Today, only 21 states, including Botswana and South Africa, hold relatively free elections. Many of the remaining 31 are ruled by despots, including many offering the illusion of democracy with elections like those Mugabe held.

Rights activists put much of the blame on the West.

"It seems Washington and European governments will accept even the most dubious election so long as the 'victor' is a strategic or commercial ally," Kenneth Roth, executive director of New York-based Human Rights Watch, said in a recent report.

Among countries he singled out as sham democracies are oil-rich Chad and Nigeria; Uganda, whose President Yoweri Museveni's friendship with President Bush has shielded him from criticism; and Ethiopia, a major U.S. ally against Islamic militants.

Other oil producers that have managed to avoid international condemnation include Angola, which hasn't held a presidential election since 1992, and Gabon, where President Omar Bongo seized power in a 1967 coup and now reigns as Africa's longest-serving leader.
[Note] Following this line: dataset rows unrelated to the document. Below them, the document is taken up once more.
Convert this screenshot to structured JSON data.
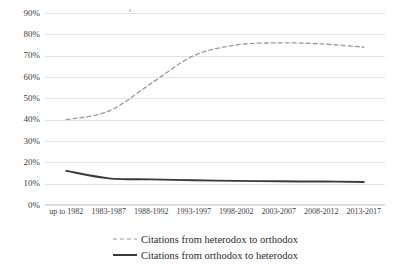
{
  "chart_data": {
    "type": "line",
    "title": "",
    "subtitle": "",
    "xlabel": "",
    "ylabel": "",
    "ylim": [
      0,
      90
    ],
    "ytick_step": 10,
    "grid": true,
    "legend_position": "bottom",
    "categories": [
      "up to 1982",
      "1983-1987",
      "1988-1992",
      "1993-1997",
      "1998-2002",
      "2003-2007",
      "2008-2012",
      "2013-2017"
    ],
    "ytick_labels": [
      "0%",
      "10%",
      "20%",
      "30%",
      "40%",
      "50%",
      "60%",
      "70%",
      "80%",
      "90%"
    ],
    "ytick_values": [
      0,
      10,
      20,
      30,
      40,
      50,
      60,
      70,
      80,
      90
    ],
    "series": [
      {
        "name": "Citations from heterodox to orthodox",
        "style": "dashed",
        "color": "#9a9a9a",
        "values": [
          40,
          44,
          57,
          70,
          75,
          76,
          75.5,
          74
        ]
      },
      {
        "name": "Citations from orthodox to heterodox",
        "style": "solid",
        "color": "#3a3a3a",
        "values": [
          16,
          12.5,
          12,
          11.6,
          11.3,
          11.1,
          11,
          10.8
        ]
      }
    ]
  },
  "legend": {
    "items": [
      {
        "label": "Citations from heterodox to orthodox",
        "style": "dashed",
        "color": "#9a9a9a"
      },
      {
        "label": "Citations from orthodox to heterodox",
        "style": "solid",
        "color": "#3a3a3a"
      }
    ]
  },
  "colors": {
    "gridline": "#e3e3e3",
    "axis": "#d9d9d9",
    "heterodox_to_orthodox": "#9a9a9a",
    "orthodox_to_heterodox": "#3a3a3a",
    "background": "#ffffff",
    "text": "#404040"
  }
}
"Countries that have made a point of overtly aligning themselves with U.S. narratives and policies regarding terrorism appear to have benefited not only from financial and military support but seem successfully to have diverted attention away from their internal poor governance and human rights abuse," said Akwe Amosu, senior analyst at the Open Society Institute in Washington.

Much of the West's focus on Zimbabwe is tied up in the sadness of seeing one of Africa's great success stories fall apart so completely.

When Mugabe led Zimbabwe to independence in 1980, the country already had developed industries and an agricultural base that made it nearly self-sufficient because of years of U.N. sanctions imposed against a white supremacist regime.

Mugabe abandoned his guerrilla movement's policies of "scientific socialism" that called for nationalizing industries and land and instead encouraged a fairly free economy that grew and allowed him to make major investments in education and health care.